Scholar Helen Sword studied as many writing guides as she could lay her eyes on. She saw six points of unanimous advice:

1. Clarity, Coherence, Concision: write sentences that are clear, coherent, and concise.

2. Short or Mixed-Length Sentences: write short sentences or vary sentence rhythm with alternating short and long sentences.

3. Plain English: avoid ornate, pompous, Latinate, and waffly prose.

4. Precision: avoid vagueness and imprecision.

5. Active verbs: active verbs should dominate your writing; use passive verb constructions sparingly.

6. Tell a story: create a compelling narrative.

On drafting sentences, in particular, she offers three guiding principles:

1. Employ plenty of concrete nouns and active verbs, especially when writing about abstract concepts.
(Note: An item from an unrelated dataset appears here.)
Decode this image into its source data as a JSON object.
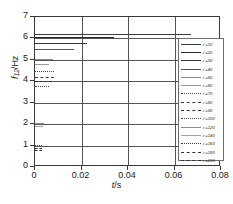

2. Keep the nouns and verbs close together in your sentences, so that readers know “who’s kicking whom.” In other words, keep the actor and the action close together; express the crucial actions in verbs and the central characters (real or abstract) in subjects.

3. Avoid clutter: keep your sentences free from extraneous words and phrases.

How to put these principles regularly in play? Sword offers help here too.

1. Check the health of your sentences by pasting them to http://www.writersdiet.com. The “WritersDiet” test will categorize your sentences as “flabby” or “fit.”

2. Replace at least a few “be” verbs (be, been, is, are) with active verbs.

3. Identify your passive constructions and decide whether they add syntactical variety or offer other justification for inclusion. Too many passive phrases wilt the sentence.

4. Make sure at least one sentence per paragraph contains a concrete noun or human entity as its subject, immediately followed by an active verb.

5. A noun and its accompanying verb should pack a quick, one-two punch. Readers lose interest when more than a dozen or so words separate the actor (subject or noun) from the action (verb).

6. When writing about inanimate abstractions, still use active verbs to “animate” them.

7. Cut down on prepositional phrases, especially when they string together long sentence with abstract nouns.

8. When possible, explain abstract concepts using concrete examples (which, for brevity’s sake, I’ve violated in this very blog post!)

As many writers before Ms. Sword have pointed out: there is no writing, there is only re-writing. And, I would add, reading about re-writing. On that score, we should all read (and re-read) Ms. Sword’s engaging practical guide, “Stylish Academic Writing.”